Posted on:2006-04-02Degree:Ph.DType:Dissertation
University:University of California, BerkeleyCandidate:Nakahara, TamaoFull Text:PDF
GTID:1455390005499255Subject:Literature
Abstract/Summary:
What was American sexploitation star Chesty Morgan doing in Fellini's Casanova (1976)?Initiated as an effort to explain the origins of and interactions between Italy's wide variety of high to low films from the post-war period, this dissertation (1) joins archival materials with cultural studies approaches to detail how Italy became the largest European producer and consumer of films from 1955 to 1975 (2) historicizes existing critical systems that have been delineated by boundaries of taste to (re)inscribe films that have been absent from existing histories, and (3) presents two case studies of filmic exploitations of sex, Medievalesque sex comedies and nun exploitation films, in which the genres were both symptoms of their historical contexts and participants in the production of discourses on sex, family, and the Church.The chapters trace how sexual Medieval women and nuns were "mobile signifiers" that could be recycled over several decades in low-budget works to international co-productions.
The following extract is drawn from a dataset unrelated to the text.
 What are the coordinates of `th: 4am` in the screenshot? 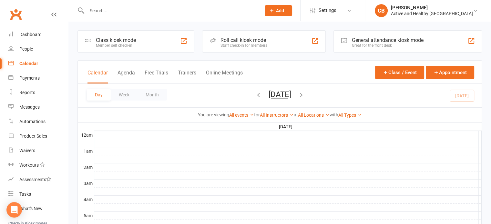 It's located at (86, 200).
The wide variety was the result of a decentralized post-war film industry in which cast and crew worked for both auteurs and sexploitation directors, and in which Chesty Morgan could work for Fellini. By contextualizing histories that have valued the canon over "trash" and auteurs over genres, I forge alternate systems of inclusion and exclusion that can better accommodate the mechanics of the industry and the intertextual relations between films, genres, actors, and publicity.By the 1970s when divorce, adultery, abortion, and censorship laws were challenged and changed, the Medievalesque films became one plane on which Italians could imagine a still ambiguous concept of "sexual liberation." Pasolini's Decameron and its sex comedy imitators showed frontal nudity, simulated sex, and Boccaccesque women enjoying premarital sex and adultery unrestrained by conventional taboos. The male viewers soon rejected such depictions of women cuckolding their husbands and embraced the following genre, "nunsploitation" films, which responded with narratives about the fantasy of putting women back under the dominating control of the family and the Church. The narratives enacted the repression/transgression fantasy in the institutionalized convent where women are made to confess---with their voices and their bodies---the truth about sex.